He bore his wife off to the Hotel de Belle Vue for dinner, promising, however, to permit of her returning to Worth's house later in the evening, to see how the Colonel went on. The fomentations had afforded some relief; there was no recurrence of the fever which had alarmed the ladies earlier in the day; and although the pulse was unsteady, the Duchess was able to inform her granddaughter before leaving the house that she had every expectation of the Colonel's speedy recovery. He was too weak to wish to indulge in much conversation, but he seemed to like to have Barbara near him. He lay mostly with closed eyes under a frowning brow, but if she moved from her chair it was seen that he was not asleep, for his eyes would open and follow her about the room. She soon found that her absence from his side made him restless, and so placed her chair close to the bed, and sat there, ready in an instant to bathe his brow with vinegar and water, to change the fomentations, or just to smile at him and take his hand.
It was not such a reunion as she had imagined. Her thoughts were confused. Harry's death lay at the back of them, like a bruise on her spirit. She had been prepared to hear that Charles had been killed, but she had never thought that he might come back to her so shattered that he could not take her in his arms, so weak that the smile, even, was an effort. There was much she had wanted to say to him, but it had not been said, and perhaps never would be. No drama attached to their reconciliation: it was quiet, tempered by sorrow.
Yet in spite of all, as she sat hour after hour beside Charles, a contentment grew in her and the vision of the conquering hero, who should have come riding gallantly back to her, faded from her mind. Reality was less romantic than her imaginings, but not less dear; and his feeble laugh and expostulation when she fed him with her grandmother's prescribed gruel were more precious to her than the most ardent love-making could have been.
Her dinner was sent up to her on a tray, and Judith and Worth sat down in the dining-parlour alone. They had not many minutes risen from the table when a knock fell on the street door, and an instant later George Alastair walked into the salon.
Judith exclaimed at the sight of him, for his appearance was shocking. His baggage not having reached Nivelles, where his brigade was bivouacked, he had not been able to change his tattered jacket and mud-splashed breeches. An epaulette had been shot off; a bandage was bound round his head; and he limped slightly from a sabre-cut on one leg. He looked pale, and his blood-shot eyes were heavy and red-rimmed from fatigue. He cut short Judith's greetings, saying curtly: "I came to enquire after Audley. Can I see him?"
"He is better, but very weak. But sit down! You look quite worn out, and you are wounded!"
"Oh, this!" He raised his hand to his head. "That will only spoil my beauty. Don't waste your pity on me, ma'am!"
"Have you dined?" Worth asked.
"Yes: at my wife's!" George replied, flinging the word at him. "I have also seen my grandparents, and have nothing left to do before rejoining my regiment except to thank Audley for his kind offices towards my wife."
"I am very sure he does not wish to be thanked. Oh, how relieved your grandparents must be to know you are safe, to have had the comfort of seeing you!"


### [EXERCISE REQUIREMENTS]
Copy out each line of the material below that holds the string "JSON".

### [DATASET RECORDS]

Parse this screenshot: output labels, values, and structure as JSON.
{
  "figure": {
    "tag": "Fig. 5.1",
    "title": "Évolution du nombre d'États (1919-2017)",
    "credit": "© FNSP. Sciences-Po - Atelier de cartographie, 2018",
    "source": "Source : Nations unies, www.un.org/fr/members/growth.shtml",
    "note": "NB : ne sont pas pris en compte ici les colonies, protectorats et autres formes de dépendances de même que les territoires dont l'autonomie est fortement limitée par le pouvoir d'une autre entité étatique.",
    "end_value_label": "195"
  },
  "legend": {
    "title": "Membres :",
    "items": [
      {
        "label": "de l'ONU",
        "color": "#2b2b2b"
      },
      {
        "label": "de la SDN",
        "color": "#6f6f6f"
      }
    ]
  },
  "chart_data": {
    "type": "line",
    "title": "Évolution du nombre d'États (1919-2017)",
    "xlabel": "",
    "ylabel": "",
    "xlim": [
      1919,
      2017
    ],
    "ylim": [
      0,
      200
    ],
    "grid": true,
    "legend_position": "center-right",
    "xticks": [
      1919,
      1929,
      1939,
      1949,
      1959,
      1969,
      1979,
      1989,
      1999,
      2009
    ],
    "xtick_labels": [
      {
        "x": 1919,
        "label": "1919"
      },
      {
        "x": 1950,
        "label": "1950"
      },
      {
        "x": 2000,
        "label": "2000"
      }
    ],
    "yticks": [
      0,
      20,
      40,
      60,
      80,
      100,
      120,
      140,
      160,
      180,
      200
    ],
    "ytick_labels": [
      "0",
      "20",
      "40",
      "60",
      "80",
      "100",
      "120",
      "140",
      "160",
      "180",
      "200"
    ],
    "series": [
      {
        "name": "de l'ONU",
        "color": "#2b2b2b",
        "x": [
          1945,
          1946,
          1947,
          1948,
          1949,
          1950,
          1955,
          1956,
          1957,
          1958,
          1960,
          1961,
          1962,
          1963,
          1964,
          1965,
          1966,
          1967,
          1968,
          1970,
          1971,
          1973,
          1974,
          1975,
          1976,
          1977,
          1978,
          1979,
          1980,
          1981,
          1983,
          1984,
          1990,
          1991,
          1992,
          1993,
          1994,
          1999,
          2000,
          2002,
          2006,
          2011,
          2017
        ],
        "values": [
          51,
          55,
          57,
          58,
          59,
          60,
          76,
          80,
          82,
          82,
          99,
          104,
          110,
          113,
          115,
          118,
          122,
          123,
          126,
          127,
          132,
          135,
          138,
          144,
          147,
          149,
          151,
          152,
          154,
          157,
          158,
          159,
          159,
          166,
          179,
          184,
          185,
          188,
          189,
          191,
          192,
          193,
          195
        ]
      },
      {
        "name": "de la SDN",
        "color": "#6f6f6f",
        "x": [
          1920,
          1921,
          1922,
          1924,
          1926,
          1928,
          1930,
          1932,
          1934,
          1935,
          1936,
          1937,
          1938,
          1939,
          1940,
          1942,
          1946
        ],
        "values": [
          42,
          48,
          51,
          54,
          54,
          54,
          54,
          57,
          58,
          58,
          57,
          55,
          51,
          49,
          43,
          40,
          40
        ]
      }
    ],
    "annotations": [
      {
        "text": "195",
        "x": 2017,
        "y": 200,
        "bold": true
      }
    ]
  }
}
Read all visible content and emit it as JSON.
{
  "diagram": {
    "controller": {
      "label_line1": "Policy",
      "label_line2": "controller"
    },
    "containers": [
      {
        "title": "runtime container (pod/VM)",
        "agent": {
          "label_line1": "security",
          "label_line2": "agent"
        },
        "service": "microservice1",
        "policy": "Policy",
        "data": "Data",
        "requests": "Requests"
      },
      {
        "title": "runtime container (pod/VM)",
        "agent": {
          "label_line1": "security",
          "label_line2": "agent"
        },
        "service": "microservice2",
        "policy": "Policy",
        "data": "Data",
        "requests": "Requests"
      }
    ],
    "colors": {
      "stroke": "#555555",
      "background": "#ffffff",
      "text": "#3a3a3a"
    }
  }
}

### [RESPONSE TO THIS EXERCISE]
Parse this screenshot: output labels, values, and structure as JSON.
Read all visible content and emit it as JSON.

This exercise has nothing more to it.